Market size and attitude

Product Description: An app that translates legal English into simplified common phrases, which can then be translated into other languages.

Market Overview: Because our product is offered in two layers: 1). simplifying legal Jargon; 2).translating simplified English legal phrases, we have a large market opportunity.

The most heavily penetrated part of the market would be non-native English speakers would are currently residing in a English speaking country. For instance, as one of my interviewee states “most immigrants face a lot of legal paperwork. From banks, houses, cars to the DMV, IRS, and/or homeland security.”To calculate this portion’s TAM we add up all immigrants in US, Canada, and UK (3 major English speaking country that accepts the most immigrants). TAM_1 = 45 + 7.5 + 6 = 58.5 million people. (data from 2019)

Realistically speaking, majority of native English speakers do not understand most legal jargon. However, to make a conservative assumption, we will only assume that the TAM here includes the general population who has only reached a high school diploma. According to the BLS, in 2019 ~3 mil US students attended a post-secondary school for the first time, with 30.5 mil of students in that age range (18-24). If we use this number as a ratio against population count, we can generate the total amount of students (18-24) who did not attend college in US, Canada, and UK. TAM_2 = 27.5 + 3.1 + 5.5 = 36.1(data from 2019) 

TAM_total = 58.5 + 36.1 = 94.6 mil people

Based on our model, we would only be able to capture mostly US immigrant users first with small amounts of native English users, so SAM of 35 mil people. Given the language barrier, we would have to first market our products to firms to directly engage with immigrant customers so probably only capture SOM of 20 mil.

 

Interview 1:

A student at Stanford University with two highly educated parents and a medical history that requires significant amounts of reading was interviewed. Both him and his parents are fluent in English and he reads of all of his paperwork and will read through everything alongside his parents to redact different parts of contracts. He mentions an incident during a Stanford event where liability waivers were used and how he felt pressured to sign it without reading the paperwork due to the length of the contract and social pressures. In addition, he mentions that many legal documents can be void if the information is place within the paper too discreetly. From this interview, we can infer that there is a need to shorten or reduce the content size of medical documents.

Interview 2:

A graduate student who is the daughter of a Vietnamese immigrant. She is fluent in English and Vietnamese and is responsible for the vast majority of her parents legal documentation since she was 10. She mentions that most of the time she does not read the terms and conditions fully since they tend to be long. She states that the most stressful and overwhelming part of the process is how much content and paperwork overall she has to work with due to her parents not understand the language fully. However, even if it were translated, one of her parents would still have a hard time since he did not complete formal higher education in Vietnam. From her interview, we identify a need to both translate documentation and simplify jargon.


TASK OBJECTIVE: Write out the lines starting at the one that holds "is (412, 786)." and ending with the final line of the data, exactly and with no others.

DATA TO PROCESS:
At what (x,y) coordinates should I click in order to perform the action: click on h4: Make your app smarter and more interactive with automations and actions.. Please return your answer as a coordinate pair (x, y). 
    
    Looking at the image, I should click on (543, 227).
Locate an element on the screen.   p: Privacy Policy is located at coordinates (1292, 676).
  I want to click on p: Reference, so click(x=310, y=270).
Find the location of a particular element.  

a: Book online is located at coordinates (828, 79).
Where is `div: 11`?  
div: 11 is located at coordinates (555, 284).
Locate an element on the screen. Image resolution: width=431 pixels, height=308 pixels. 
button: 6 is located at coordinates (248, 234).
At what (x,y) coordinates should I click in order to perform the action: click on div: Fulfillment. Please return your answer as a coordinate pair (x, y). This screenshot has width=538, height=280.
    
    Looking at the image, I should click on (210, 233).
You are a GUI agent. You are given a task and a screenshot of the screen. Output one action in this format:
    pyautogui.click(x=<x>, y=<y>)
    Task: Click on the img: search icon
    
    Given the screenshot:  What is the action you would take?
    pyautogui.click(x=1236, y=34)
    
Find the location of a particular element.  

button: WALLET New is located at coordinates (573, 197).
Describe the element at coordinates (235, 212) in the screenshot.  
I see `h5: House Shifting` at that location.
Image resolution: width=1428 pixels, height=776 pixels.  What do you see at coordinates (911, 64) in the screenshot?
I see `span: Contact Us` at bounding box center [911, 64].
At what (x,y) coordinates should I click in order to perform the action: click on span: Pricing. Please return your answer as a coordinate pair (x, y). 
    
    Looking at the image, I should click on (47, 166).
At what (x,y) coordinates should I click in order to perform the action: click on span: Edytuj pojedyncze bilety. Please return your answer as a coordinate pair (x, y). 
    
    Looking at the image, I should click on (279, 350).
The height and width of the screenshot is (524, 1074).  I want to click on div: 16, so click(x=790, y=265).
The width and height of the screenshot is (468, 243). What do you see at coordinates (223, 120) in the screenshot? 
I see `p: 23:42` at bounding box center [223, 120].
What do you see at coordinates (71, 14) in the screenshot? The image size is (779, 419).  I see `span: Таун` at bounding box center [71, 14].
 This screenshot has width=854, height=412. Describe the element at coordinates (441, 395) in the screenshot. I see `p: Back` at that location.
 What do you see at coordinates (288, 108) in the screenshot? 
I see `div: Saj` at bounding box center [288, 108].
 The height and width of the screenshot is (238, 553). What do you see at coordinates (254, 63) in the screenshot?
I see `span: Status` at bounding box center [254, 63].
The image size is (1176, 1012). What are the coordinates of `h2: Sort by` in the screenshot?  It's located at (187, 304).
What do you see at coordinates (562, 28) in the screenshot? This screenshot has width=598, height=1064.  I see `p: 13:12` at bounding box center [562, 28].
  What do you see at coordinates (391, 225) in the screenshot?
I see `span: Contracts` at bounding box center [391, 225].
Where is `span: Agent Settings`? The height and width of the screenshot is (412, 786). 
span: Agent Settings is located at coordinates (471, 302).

TASK SOLUTION:
Where is `span: Agent Settings`? The height and width of the screenshot is (412, 786). 
span: Agent Settings is located at coordinates (471, 302).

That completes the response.